WHAT IS EXPECTED
Each entry needs to be reproduced verbatim.

Stored items
- - - -
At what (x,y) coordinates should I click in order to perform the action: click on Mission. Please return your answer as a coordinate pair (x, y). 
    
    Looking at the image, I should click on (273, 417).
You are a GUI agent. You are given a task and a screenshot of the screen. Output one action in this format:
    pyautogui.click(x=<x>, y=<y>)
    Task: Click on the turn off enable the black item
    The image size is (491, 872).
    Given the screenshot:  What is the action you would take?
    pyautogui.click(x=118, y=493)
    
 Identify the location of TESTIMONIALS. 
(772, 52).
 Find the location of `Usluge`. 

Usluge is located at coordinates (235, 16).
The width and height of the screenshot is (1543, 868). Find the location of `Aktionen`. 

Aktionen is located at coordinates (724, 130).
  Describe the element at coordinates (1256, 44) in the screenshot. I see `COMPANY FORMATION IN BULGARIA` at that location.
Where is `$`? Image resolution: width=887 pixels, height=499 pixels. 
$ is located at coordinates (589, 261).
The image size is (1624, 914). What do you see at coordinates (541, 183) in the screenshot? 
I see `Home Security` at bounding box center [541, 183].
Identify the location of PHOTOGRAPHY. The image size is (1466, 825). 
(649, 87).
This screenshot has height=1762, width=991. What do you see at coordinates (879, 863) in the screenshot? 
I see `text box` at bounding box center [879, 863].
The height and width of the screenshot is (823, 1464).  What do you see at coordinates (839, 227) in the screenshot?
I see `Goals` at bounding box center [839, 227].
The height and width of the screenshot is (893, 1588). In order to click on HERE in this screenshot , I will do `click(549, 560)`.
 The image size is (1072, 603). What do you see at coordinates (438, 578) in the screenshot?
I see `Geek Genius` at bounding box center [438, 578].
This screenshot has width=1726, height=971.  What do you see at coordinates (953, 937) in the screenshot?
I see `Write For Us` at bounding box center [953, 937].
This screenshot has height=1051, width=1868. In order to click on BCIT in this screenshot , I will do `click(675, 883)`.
- - - -
FINAL ANSWER
At what (x,y) coordinates should I click in order to perform the action: click on Mission. Please return your answer as a coordinate pair (x, y). 
    
    Looking at the image, I should click on (273, 417).
You are a GUI agent. You are given a task and a screenshot of the screen. Output one action in this format:
    pyautogui.click(x=<x>, y=<y>)
    Task: Click on the turn off enable the black item
    The image size is (491, 872).
    Given the screenshot:  What is the action you would take?
    pyautogui.click(x=118, y=493)
    
 Identify the location of TESTIMONIALS. 
(772, 52).
 Find the location of `Usluge`. 

Usluge is located at coordinates (235, 16).
The width and height of the screenshot is (1543, 868). Find the location of `Aktionen`. 

Aktionen is located at coordinates (724, 130).
  Describe the element at coordinates (1256, 44) in the screenshot. I see `COMPANY FORMATION IN BULGARIA` at that location.
Where is `$`? Image resolution: width=887 pixels, height=499 pixels. 
$ is located at coordinates (589, 261).
The image size is (1624, 914). What do you see at coordinates (541, 183) in the screenshot? 
I see `Home Security` at bounding box center [541, 183].
Identify the location of PHOTOGRAPHY. The image size is (1466, 825). 
(649, 87).
This screenshot has height=1762, width=991. What do you see at coordinates (879, 863) in the screenshot? 
I see `text box` at bounding box center [879, 863].
The height and width of the screenshot is (823, 1464).  What do you see at coordinates (839, 227) in the screenshot?
I see `Goals` at bounding box center [839, 227].
The height and width of the screenshot is (893, 1588). In order to click on HERE in this screenshot , I will do `click(549, 560)`.
 The image size is (1072, 603). What do you see at coordinates (438, 578) in the screenshot?
I see `Geek Genius` at bounding box center [438, 578].
This screenshot has width=1726, height=971.  What do you see at coordinates (953, 937) in the screenshot?
I see `Write For Us` at bounding box center [953, 937].
This screenshot has height=1051, width=1868. In order to click on BCIT in this screenshot , I will do `click(675, 883)`.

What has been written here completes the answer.